**Exercise objective**
Please reproduce the entries below exactly from the line with "Describe the element" through their last line, leaving out any pictures.

▶

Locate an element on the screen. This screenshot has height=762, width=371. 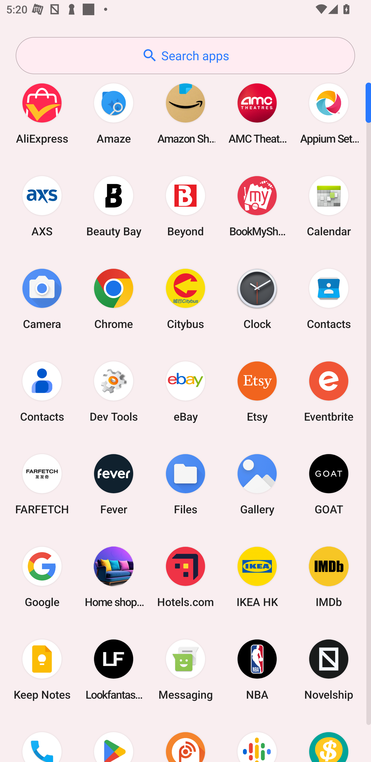
Calendar is located at coordinates (328, 206).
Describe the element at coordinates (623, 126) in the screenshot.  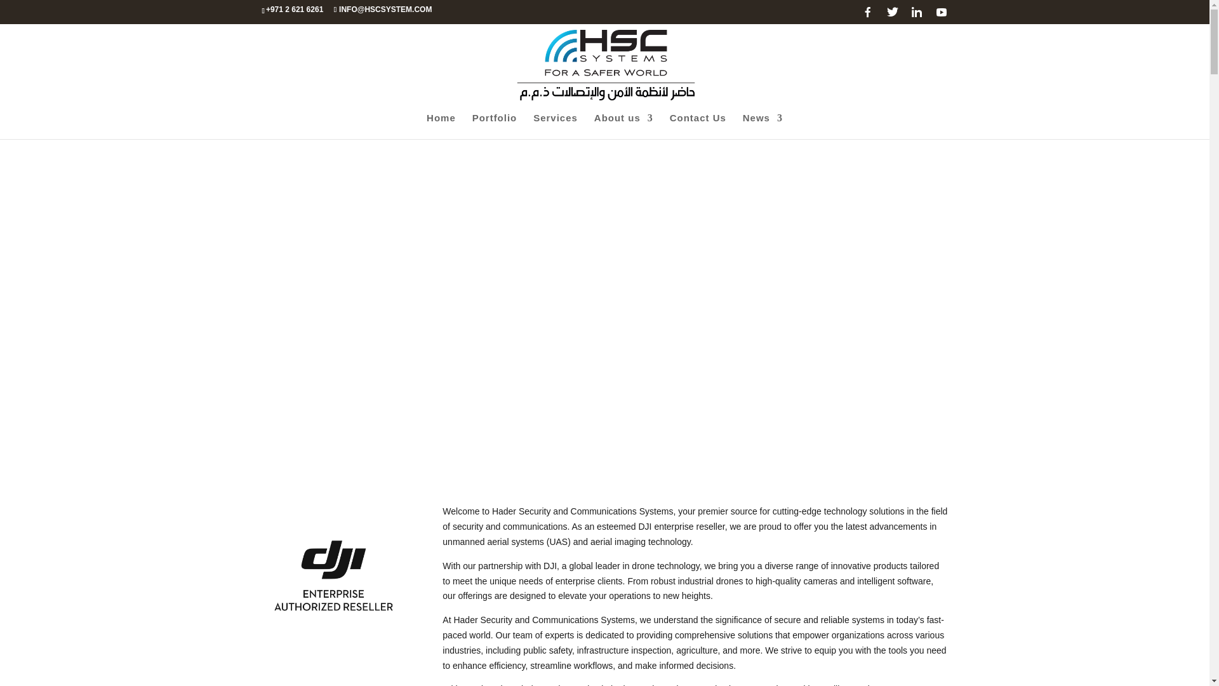
I see `About us` at that location.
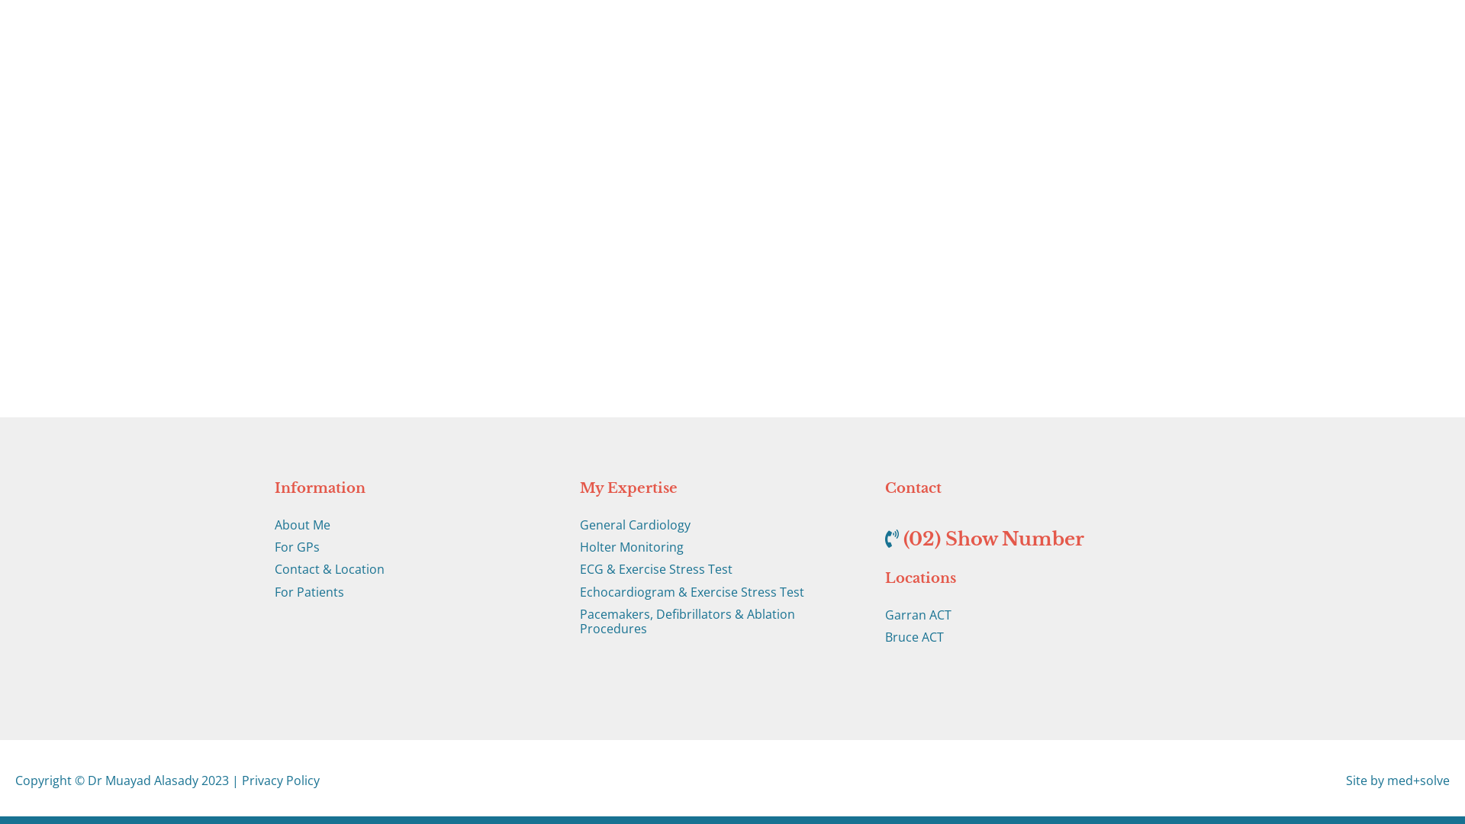 This screenshot has width=1465, height=824. I want to click on (02) Show Number, so click(994, 539).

◀

**Solution**
Describe the element at coordinates (623, 126) in the screenshot.  
I see `About us` at that location.
 This screenshot has width=1465, height=824. I want to click on (02) Show Number, so click(994, 539).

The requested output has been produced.